I agree that retirement income is still income, which is why I bothered to add "even if you have no income". (Of course being retired and having no income of any sort is a highly unusual situation, because there are state pensions and the like.)

But, I repeat, it is simply not true that the only possible reason for buying life insurance is to make up for the loss of your income after you die. Here is a concrete situation to imagine:

You have some investment that provides income. It will continue to do so after you die. It's enough for you to live on, reasonably comfortably but not at all extravagantly. Your needs are few, so you don't take a job, you just live off your investment income.

The investment will not change as a result of your death. No one will be financially worse off when you die. But you have an aged parent who needs a lot of help: something like one person, full time. You do it for free -- you have plenty of time and you love them and care about them. But there is no one else who would be willing and able to do it for free.

So when you die, your parent will need a lot of help, and it will need to be paid for. They can inherit that investment and the income it brings, but that may not be enough to pay for the help they need. You are still fairly young and healthy, so you can get life insurance cheaply. That way, if you get hit by a bus or have an unexpected heart attack or something, your parent will be able to afford the care they need.

(This is a situation in which life insurance is bought for a reason other than replacing income. It is not a situation in which life insurance is bought by someone who has no income to be replaced. Those are separate possibilities, and I suspect there is no plausible scenario in which they both happen at once.)

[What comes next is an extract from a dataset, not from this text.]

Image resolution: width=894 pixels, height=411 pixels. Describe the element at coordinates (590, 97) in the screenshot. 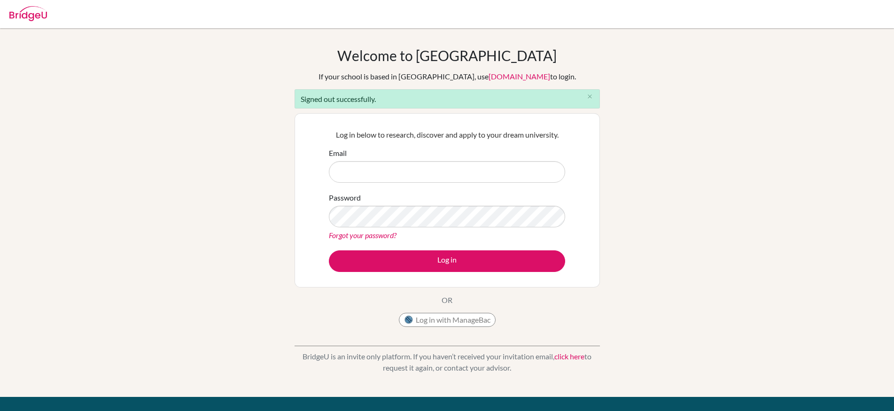

I see `button: Close` at that location.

If you ask a billionaire how much they’re willing to spend to save their life (or significantly improve their health) and you ask someone with a $1000 dollars in their bank account, is the answer to that question measuring the worth of a life or how much that capital is worth? Very wealthy people would be more willing to trade wealth for health/happiness whereas poorer people are less willing to make that trade off since they need that capital for more basic necessities (eating, rent, having kids, etc).
It's measuring the value of their life relative to the value of money, for them. In many situations that isn't the statistic you actually care about.

(For the avoidance of doubt: my previous comment wasn't trying to claim that the "statistical value of a life", measured in such a way, is a good measure of how much a person values their life in non-monetary terms, or anything like that. I was just objecting to the specific claim I was responding to, namely that the "statistical value of a life" is measuring only its value as a future income stream.)

Very very crudely, the value of a small gain in money is something like inversely proportional to the amount you have already, which means that the value of a given amount of wealth increases something like logarithmically with the amount of money, and either of these means that financial institutions like markets care about people's interests roughly proportionally to their wealth. Everything in this paragraph is pure handwaving, but I find it a useful intuition.

I imagine one could, in principle, look at how this varies (on average) with how much money a person has and/or their income.

Hm, if one did, then perhaps one could use this as a basis for expressing how much people value other things?

Though, I suppose there's the question of like, how would someone trade off risk of dieing within N years vs dying within 2N years. Like, if something would increase one's chances of dieing within 2N years by some quantity, but decrease one's chances of dieing withing N years by some other quantity, at what values would people make or not make that choice? (or, in the other direction).

Depending on how that works out, maybe that would mean that this isn't a great foundation for translating between "how much do they value this (in dollars), at their current income level" and "how much do they value this (in some other unit which is hopefully more natural in some sense)".

Is there something else that would be a better basis?